Rio packs a lot of characters into the novella’s short space, cycling through five central narrators. These fast changes in perspective never quite allow the reader to latch onto one character fully. Either developing this novella into a full-length book or reducing the cast would allow readers to have more time to get to know their favorite heroes.
Unfortunately, the reader is asked to spend more time with the mystery at the center of the novella than with the characters. The mystery is not mysterious at all, and one can expect to get to the bottom of the plot as soon as it is introduced. It seems that Rio wanted to work with two things — a ghostly puzzle on a college campus and a diverse set of leads. The problem is that neither is developed to its full potential, even if small successes like an apt ending for the main villain do bring some satisfaction to the reader.
“Graveyard Shift” also suffers from its ambitions. It is almost obtusely “about” something. Instead of building its themes into the narrative, Rio states in a lengthy Author’s Note (an incorporation that often seems to harm a novel more than it helps) that the novella is meant to borrow from personal experience, an academic fascination with scientific humanities, Shakespeare, and sci-fi authors ranging from Vonnegut to Crichton. Sadly these influences shine more in this over-explanatory note than in the actual story, as the closest one feels to reading “Cat’s Cradle” during “Graveyard Shift” is when a rat crawls up the leg of one of the main characters.
The purported deep interests of the novel reach the level of absurdity when, at the book’s close, Rio adds a playlist to go alongside the book that includes the Arctic Monkeys, two tracks from The Cure, and the aptly emo-sounding group Suicide. The songs added at the end give off the impression that Rio wants the reader to believe they read something much more edgy and life-changing than they actually did. “Graveyard Shift” is a genre-aligned novel, a mystery story, and it would be better if it accepted its identity as such.

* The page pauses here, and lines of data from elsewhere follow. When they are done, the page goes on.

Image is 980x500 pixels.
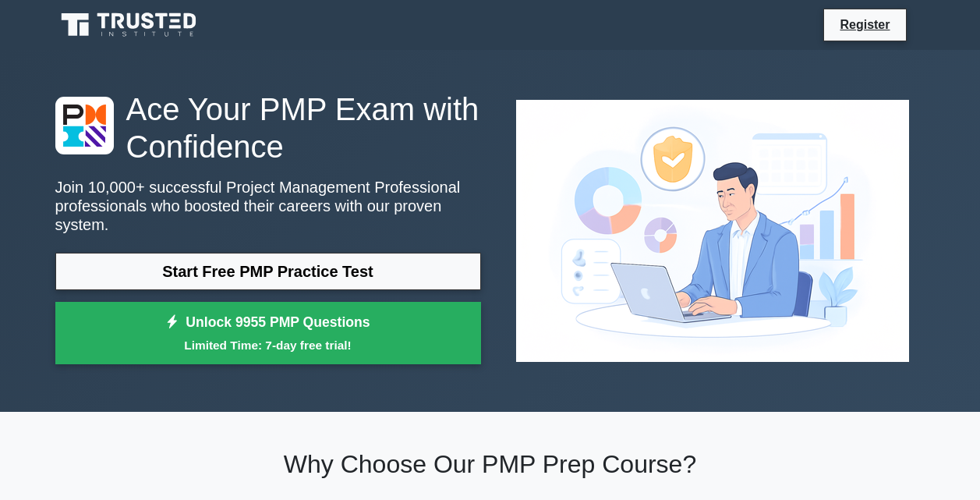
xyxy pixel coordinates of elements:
[75,336,461,354] small: Limited Time: 7-day free trial!
[56,90,481,165] h1: Ace Your PMP Exam with Confidence
[56,302,481,364] a: Unlock 9955 PMP QuestionsLimited Time: 7-day free trial!
[831,15,899,34] a: Register
[56,252,481,290] a: Start Free PMP Practice Test
[504,87,922,374] img: Project Management Professional Preview
[56,178,481,234] p: Join 10,000+ successful Project Management Professional professionals who boosted their careers w...
[56,449,926,479] h2: Why Choose Our PMP Prep Course?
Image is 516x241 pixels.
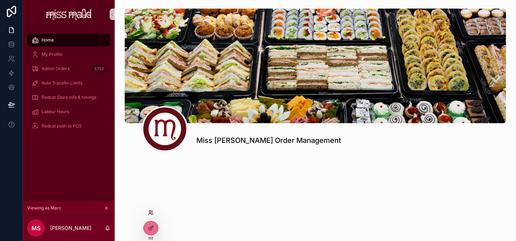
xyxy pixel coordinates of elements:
[27,120,110,133] a: Redcat push to POS
[42,52,62,57] span: My Profile
[42,95,96,100] span: Redcat Store Info & timings
[46,9,92,20] img: App logo
[27,91,110,104] a: Redcat Store Info & timings
[27,77,110,90] a: Auto Transfer Limits
[42,109,69,115] span: Labour Hours
[42,66,70,72] span: Admin Orders
[32,224,41,233] span: MS
[92,65,106,73] div: 3,152
[42,123,82,129] span: Redcat push to POS
[27,205,61,211] span: Viewing as Marc
[42,37,54,43] span: Home
[196,136,341,146] h1: Miss [PERSON_NAME] Order Management
[27,62,110,75] a: Admin Orders3,152
[42,80,82,86] span: Auto Transfer Limits
[27,48,110,61] a: My Profile
[27,34,110,47] a: Home
[50,225,91,232] p: [PERSON_NAME]
[23,29,115,142] div: scrollable content
[27,105,110,118] a: Labour Hours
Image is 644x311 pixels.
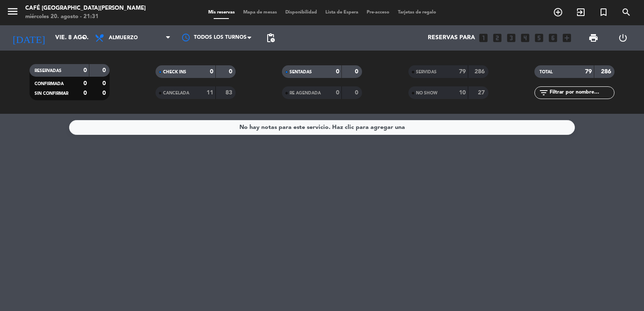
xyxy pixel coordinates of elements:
[416,91,437,96] span: NO SHOW
[229,69,234,75] strong: 0
[265,33,276,43] span: pending_actions
[84,90,87,96] strong: 0
[355,90,360,96] strong: 0
[585,69,591,75] strong: 79
[548,33,558,43] i: looks_6
[102,67,108,73] strong: 0
[598,7,608,17] i: turned_in_not
[519,33,530,43] i: looks_4
[163,91,189,96] span: CANCELADA
[102,80,108,86] strong: 0
[608,25,637,51] div: LOG OUT
[393,10,440,15] span: Tarjetas de regalo
[78,33,89,43] i: arrow_drop_down
[34,69,61,73] span: RESERVADAS
[289,70,312,74] span: SENTADAS
[336,69,339,75] strong: 0
[207,90,214,96] strong: 11
[561,33,572,43] i: add_box
[553,7,563,17] i: add_circle_outline
[474,69,486,75] strong: 286
[321,10,362,15] span: Lista de Espera
[478,90,486,96] strong: 27
[226,90,234,96] strong: 83
[108,35,138,40] span: Almuerzo
[34,91,68,96] span: SIN CONFIRMAR
[478,33,489,43] i: looks_one
[84,80,87,86] strong: 0
[492,33,503,43] i: looks_two
[204,10,238,15] span: Mis reservas
[355,69,360,75] strong: 0
[210,69,214,75] strong: 0
[539,70,552,74] span: TOTAL
[84,67,87,73] strong: 0
[428,34,474,41] span: Reservas para
[239,122,405,133] div: No hay notas para este servicio. Haz clic para agregar una
[416,70,437,74] span: SERVIDAS
[505,33,517,43] i: looks_3
[459,69,466,75] strong: 79
[102,90,108,96] strong: 0
[621,7,631,17] i: search
[6,28,51,47] i: [DATE]
[6,5,19,18] i: menu
[588,33,598,43] span: print
[281,10,321,15] span: Disponibilidad
[238,10,281,15] span: Mapa de mesas
[538,88,548,98] i: filter_list
[575,7,585,17] i: exit_to_app
[25,4,146,13] div: Café [GEOGRAPHIC_DATA][PERSON_NAME]
[163,70,186,74] span: CHECK INS
[336,90,339,96] strong: 0
[6,5,19,21] button: menu
[34,82,64,86] span: CONFIRMADA
[617,33,628,43] i: power_settings_new
[25,13,146,21] div: miércoles 20. agosto - 21:31
[601,69,612,75] strong: 286
[459,90,466,96] strong: 10
[533,33,544,43] i: looks_5
[362,10,393,15] span: Pre-acceso
[548,88,614,97] input: Filtrar por nombre...
[289,91,320,96] span: RE AGENDADA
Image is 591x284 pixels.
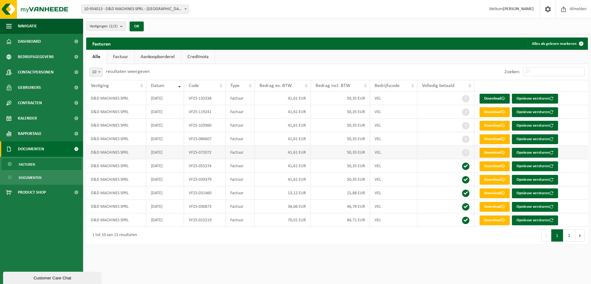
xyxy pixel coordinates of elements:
[81,5,189,14] span: 10-954013 - D&D MACHINES SPRL - GERAARDSBERGEN
[255,213,311,227] td: 70,01 EUR
[146,186,184,200] td: [DATE]
[225,132,254,146] td: Factuur
[512,202,558,212] button: Opnieuw versturen
[184,105,226,119] td: VF25-119241
[370,119,417,132] td: VEL
[311,213,370,227] td: 84,71 EUR
[255,146,311,159] td: 41,61 EUR
[479,202,509,212] a: Download
[86,92,146,105] td: D&D MACHINES SPRL
[504,70,520,74] label: Zoeken:
[255,105,311,119] td: 41,61 EUR
[86,119,146,132] td: D&D MACHINES SPRL
[370,200,417,213] td: VEL
[479,161,509,171] a: Download
[512,161,558,171] button: Opnieuw versturen
[311,173,370,186] td: 50,35 EUR
[311,105,370,119] td: 50,35 EUR
[146,159,184,173] td: [DATE]
[255,132,311,146] td: 41,61 EUR
[311,159,370,173] td: 50,35 EUR
[146,92,184,105] td: [DATE]
[311,119,370,132] td: 50,35 EUR
[18,18,37,34] span: Navigatie
[370,105,417,119] td: VEL
[370,213,417,227] td: VEL
[311,132,370,146] td: 50,35 EUR
[86,173,146,186] td: D&D MACHINES SPRL
[575,229,584,242] button: Next
[86,146,146,159] td: D&D MACHINES SPRL
[184,159,226,173] td: VF25-055274
[230,83,239,88] span: Type
[225,213,254,227] td: Factuur
[479,107,509,117] a: Download
[86,213,146,227] td: D&D MACHINES SPRL
[2,158,82,170] a: Facturen
[512,134,558,144] button: Opnieuw versturen
[86,50,106,64] a: Alle
[225,186,254,200] td: Factuur
[146,119,184,132] td: [DATE]
[225,105,254,119] td: Factuur
[370,173,417,186] td: VEL
[255,173,311,186] td: 41,61 EUR
[479,134,509,144] a: Download
[86,159,146,173] td: D&D MACHINES SPRL
[184,132,226,146] td: VF25-086607
[184,213,226,227] td: VF25-015219
[255,119,311,132] td: 41,61 EUR
[311,92,370,105] td: 50,35 EUR
[146,146,184,159] td: [DATE]
[512,175,558,185] button: Opnieuw versturen
[225,173,254,186] td: Factuur
[311,146,370,159] td: 50,35 EUR
[311,200,370,213] td: 46,78 EUR
[86,132,146,146] td: D&D MACHINES SPRL
[479,121,509,131] a: Download
[255,200,311,213] td: 38,66 EUR
[18,65,54,80] span: Contactpersonen
[259,83,292,88] span: Bedrag ex. BTW
[89,230,137,241] div: 1 tot 10 van 13 resultaten
[18,34,41,49] span: Dashboard
[184,173,226,186] td: VF25-039379
[146,213,184,227] td: [DATE]
[18,111,37,126] span: Kalender
[527,38,587,50] button: Alles als gelezen markeren
[146,173,184,186] td: [DATE]
[479,148,509,158] a: Download
[551,229,563,242] button: 1
[134,50,181,64] a: Aankoopborderel
[225,200,254,213] td: Factuur
[541,229,551,242] button: Previous
[479,189,509,198] a: Download
[19,159,35,170] span: Facturen
[370,132,417,146] td: VEL
[255,92,311,105] td: 41,61 EUR
[146,200,184,213] td: [DATE]
[18,80,41,95] span: Gebruikers
[106,69,150,74] label: resultaten weergeven
[225,146,254,159] td: Factuur
[512,121,558,131] button: Opnieuw versturen
[479,216,509,225] a: Download
[130,22,144,31] button: OK
[479,94,509,104] a: Download
[512,216,558,225] button: Opnieuw versturen
[255,159,311,173] td: 41,61 EUR
[370,186,417,200] td: VEL
[109,24,118,28] count: (2/2)
[91,83,109,88] span: Vestiging
[512,107,558,117] button: Opnieuw versturen
[89,68,103,77] span: 10
[107,50,134,64] a: Factuur
[563,229,575,242] button: 2
[184,92,226,105] td: VF25-135338
[2,172,82,183] a: Documenten
[146,132,184,146] td: [DATE]
[255,186,311,200] td: 13,12 EUR
[184,200,226,213] td: VF25-030873
[311,186,370,200] td: 15,88 EUR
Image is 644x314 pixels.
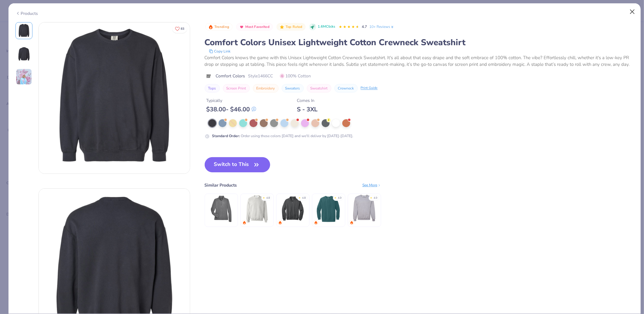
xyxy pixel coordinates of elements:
div: S - 3XL [297,105,317,113]
button: Like [172,24,187,33]
button: Screen Print [223,84,250,92]
button: copy to clipboard [207,48,233,54]
div: Comfort Colors Unisex Lightweight Cotton Crewneck Sweatshirt [205,37,634,48]
span: 83 [181,27,184,31]
div: 4.7 Stars [338,22,359,32]
span: Top Rated [286,25,303,28]
div: Comfort Colors knows the game with this Unisex Lightweight Cotton Crewneck Sweatshirt. It's all a... [205,54,634,68]
div: Comes In [297,97,317,104]
button: Switch to This [205,157,271,172]
button: Embroidery [253,84,278,92]
div: Products [15,10,38,16]
div: 4.8 [302,196,306,201]
span: Comfort Colors [216,73,245,79]
div: ★ [370,196,372,198]
img: Trending sort [208,24,213,29]
div: $ 38.00 - $ 46.00 [207,105,256,113]
button: Badge Button [205,23,233,31]
button: Sweatshirt [307,84,332,92]
span: Most Favorited [245,25,269,28]
button: Crewneck [334,84,358,92]
img: trending.gif [314,221,317,224]
img: Jerzees Adult NuBlend® Fleece Crew [350,194,379,223]
img: trending.gif [243,221,246,224]
img: Gildan Adult Heavy Blend Adult 8 Oz. 50/50 Fleece Crew [243,194,271,223]
button: Sweaters [282,84,304,92]
button: Close [626,6,638,18]
div: Typically [207,97,256,104]
img: Front [16,23,31,38]
div: 4.9 [338,196,342,201]
strong: Standard Order : [212,134,240,138]
img: trending.gif [350,221,354,224]
a: 10+ Reviews [369,24,394,29]
span: 1.6M Clicks [317,24,335,29]
img: Most Favorited sort [239,24,244,29]
button: Tops [205,84,220,92]
span: Style 1466CC [248,73,273,79]
img: Top Rated sort [280,24,284,29]
img: trending.gif [278,221,282,224]
div: ★ [299,196,301,198]
div: Print Guide [360,86,377,91]
div: 4.8 [267,196,270,201]
button: Badge Button [277,23,306,31]
div: 4.9 [374,196,377,201]
div: Order using these colors [DATE] and we'll deliver by [DATE]-[DATE]. [212,133,354,139]
img: Jerzees Nublend Quarter-Zip Cadet Collar Sweatshirt [278,194,307,223]
div: ★ [263,196,265,198]
img: Comfort Colors Adult Crewneck Sweatshirt [314,194,343,223]
img: brand logo [205,74,213,79]
span: 4.7 [362,24,367,29]
div: Similar Products [205,182,237,189]
span: 100% Cotton [280,73,311,79]
img: Back [16,46,31,61]
span: Trending [214,25,229,28]
img: User generated content [16,69,32,85]
img: Front [39,23,190,173]
img: UltraClub Ladies' Cool & Dry Heathered Performance Quarter-Zip [207,194,235,223]
div: See More [363,183,381,188]
div: ★ [334,196,337,198]
button: Badge Button [236,23,273,31]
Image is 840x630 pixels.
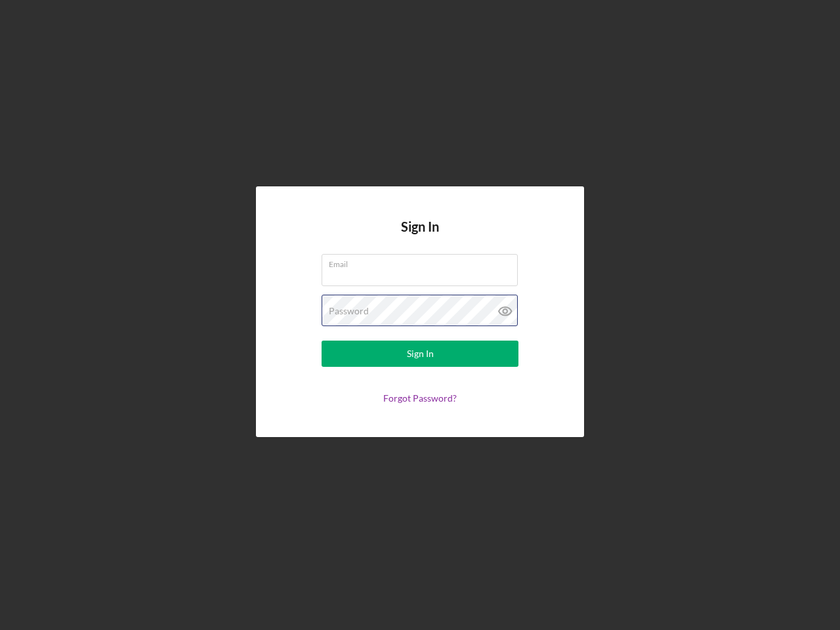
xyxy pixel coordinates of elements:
[329,305,369,316] label: Password
[329,255,518,269] label: Email
[384,393,457,403] a: Forgot Password?
[407,341,434,367] div: Sign In
[322,341,518,367] button: Sign In
[401,219,440,254] h4: Sign In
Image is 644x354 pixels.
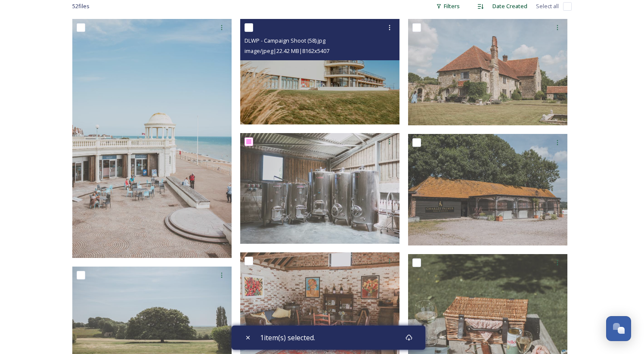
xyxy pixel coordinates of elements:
[240,19,399,124] img: DLWP - Campaign Shoot (58).jpg
[72,2,90,10] span: 52 file s
[240,133,399,243] img: Charles Palmer - Campaign Shoot (116).jpg
[536,2,559,10] span: Select all
[408,19,567,126] img: Charles Palmer - Campaign Shoot (109).jpg
[408,134,567,245] img: Charles Palmer - Campaign Shoot (89).jpg
[245,47,329,55] span: image/jpeg | 22.42 MB | 8162 x 5407
[72,19,232,258] img: DLWP - Campaign Shoot (59).jpg
[260,332,315,343] span: 1 item(s) selected.
[606,316,631,341] button: Open Chat
[245,37,326,44] span: DLWP - Campaign Shoot (58).jpg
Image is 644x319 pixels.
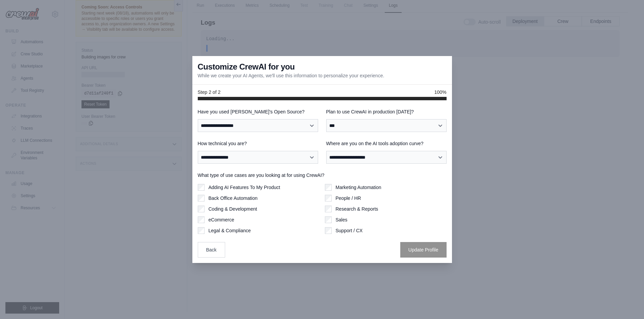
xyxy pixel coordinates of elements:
iframe: Chat Widget [610,286,644,319]
p: While we create your AI Agents, we'll use this information to personalize your experience. [198,72,384,79]
button: Update Profile [400,242,446,257]
label: Support / CX [335,227,363,234]
label: Back Office Automation [208,194,258,202]
label: What type of use cases are you looking at for using CrewAI? [198,172,446,178]
label: Marketing Automation [335,184,381,191]
label: Adding AI Features To My Product [208,184,280,191]
label: Research & Reports [335,206,378,212]
label: Plan to use CrewAI in production [DATE]? [326,109,446,115]
h3: Customize CrewAI for you [198,62,294,72]
label: eCommerce [208,216,234,223]
label: People / HR [335,194,361,202]
label: Where are you on the AI tools adoption curve? [326,140,446,147]
button: Back [198,242,225,257]
label: Sales [335,216,347,223]
label: Coding & Development [208,206,257,212]
label: Have you used [PERSON_NAME]'s Open Source? [198,109,318,115]
span: 100% [434,89,446,95]
label: How technical you are? [198,140,318,147]
span: Step 2 of 2 [198,89,221,95]
label: Legal & Compliance [208,227,250,234]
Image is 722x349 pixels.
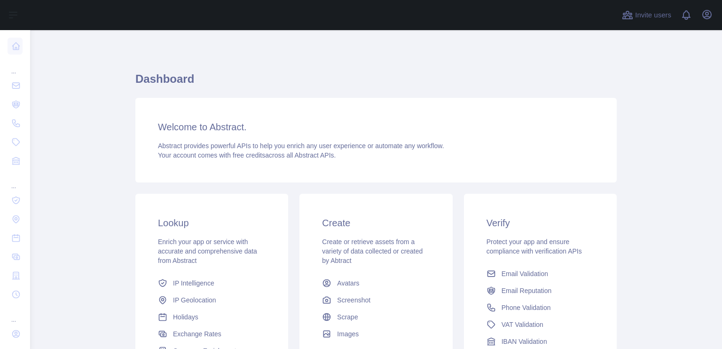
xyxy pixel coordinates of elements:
[8,56,23,75] div: ...
[501,303,551,312] span: Phone Validation
[158,238,257,264] span: Enrich your app or service with accurate and comprehensive data from Abstract
[154,325,269,342] a: Exchange Rates
[135,71,616,94] h1: Dashboard
[337,329,358,338] span: Images
[158,120,594,133] h3: Welcome to Abstract.
[318,325,433,342] a: Images
[501,286,552,295] span: Email Reputation
[337,278,359,288] span: Avatars
[173,295,216,304] span: IP Geolocation
[154,274,269,291] a: IP Intelligence
[173,278,214,288] span: IP Intelligence
[635,10,671,21] span: Invite users
[173,329,221,338] span: Exchange Rates
[154,291,269,308] a: IP Geolocation
[158,216,265,229] h3: Lookup
[318,274,433,291] a: Avatars
[501,319,543,329] span: VAT Validation
[322,238,422,264] span: Create or retrieve assets from a variety of data collected or created by Abtract
[337,295,370,304] span: Screenshot
[482,282,598,299] a: Email Reputation
[318,308,433,325] a: Scrape
[337,312,358,321] span: Scrape
[322,216,429,229] h3: Create
[154,308,269,325] a: Holidays
[486,238,582,255] span: Protect your app and ensure compliance with verification APIs
[482,316,598,333] a: VAT Validation
[173,312,198,321] span: Holidays
[501,336,547,346] span: IBAN Validation
[620,8,673,23] button: Invite users
[501,269,548,278] span: Email Validation
[158,151,335,159] span: Your account comes with across all Abstract APIs.
[482,299,598,316] a: Phone Validation
[8,304,23,323] div: ...
[482,265,598,282] a: Email Validation
[8,171,23,190] div: ...
[318,291,433,308] a: Screenshot
[158,142,444,149] span: Abstract provides powerful APIs to help you enrich any user experience or automate any workflow.
[233,151,265,159] span: free credits
[486,216,594,229] h3: Verify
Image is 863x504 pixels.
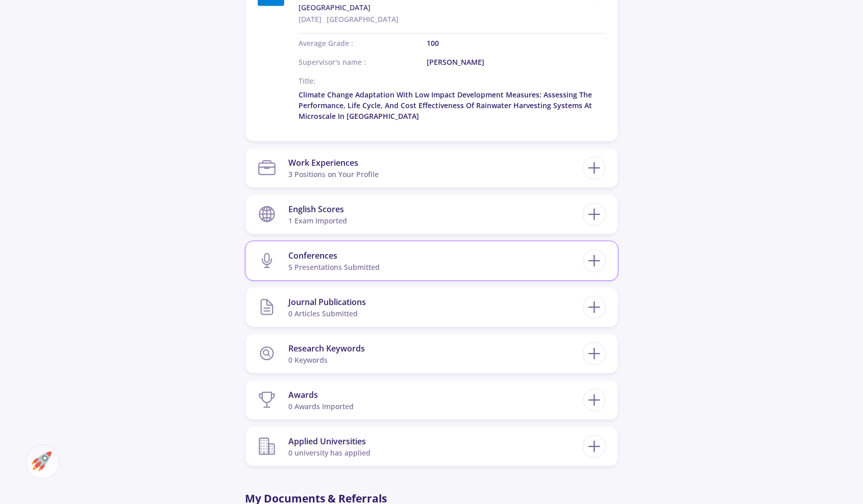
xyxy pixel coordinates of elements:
[289,388,354,401] div: Awards
[298,14,322,24] span: [DATE]
[298,89,605,121] p: Climate Change Adaptation with Low Impact Development Measures: Assessing the Performance, Life C...
[289,169,379,179] div: 3 Positions on Your Profile
[289,342,365,355] div: Research Keywords
[298,75,426,86] p: Title:
[289,355,365,365] div: 0 keywords
[298,57,426,68] p: Supervisor's name :
[327,14,398,24] span: [GEOGRAPHIC_DATA]
[289,262,380,272] div: 5 presentations submitted
[289,447,370,457] span: 0 university has applied
[289,215,347,226] div: 1 exam imported
[298,38,426,49] p: Average Grade :
[289,249,380,262] div: Conferences
[289,308,366,319] div: 0 articles submitted
[298,2,576,13] span: [GEOGRAPHIC_DATA]
[426,38,606,49] p: 100
[426,57,606,68] p: [PERSON_NAME]
[289,203,347,215] div: English Scores
[32,451,51,472] img: ac-market
[289,157,379,169] div: Work Experiences
[289,435,370,447] div: Applied Universities
[289,296,366,308] div: Journal Publications
[289,401,354,412] div: 0 awards imported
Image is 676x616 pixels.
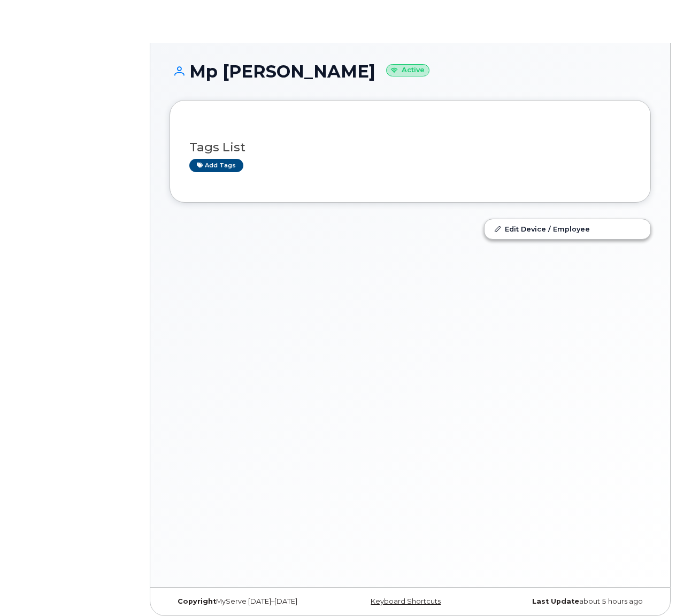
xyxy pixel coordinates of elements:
strong: Last Update [532,597,579,605]
div: about 5 hours ago [491,597,651,606]
a: Add tags [189,159,244,172]
a: Edit Device / Employee [485,220,651,239]
strong: Copyright [178,597,216,605]
small: Active [386,64,430,77]
h3: Tags List [189,141,631,154]
a: Keyboard Shortcuts [371,597,440,605]
h1: Mp [PERSON_NAME] [170,62,651,81]
div: MyServe [DATE]–[DATE] [170,597,330,606]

That’s not to say that the book is unsuccessful; on the contrary, it succeeds in being quite entertaining. Rio brings her characteristic beautiful prose to the book, which revels in small details and character quirks. The language makes the characters and their world feel real. As stated above, the main cast brings a lot of life and funny interactions to the plot. The novella is also fun in the formulaic way any mystery work is: The reader revels in watching the characters come to conclusions more than the actual resolution of the story itself. The book only becomes distracting when it takes itself too seriously or juggles too many plotlines.
Rio is sure to please the dark academia cult following that she established with her earlier novel, but “Graveyard Shift” lacks some development and may disappoint new readers. Her writing lays down the bones of an excellent story, but needs another fifty pages to be truly great. Fortunately, since it is mainly a genre story, it doesn’t feel inferior because it doesn’t reach its potential.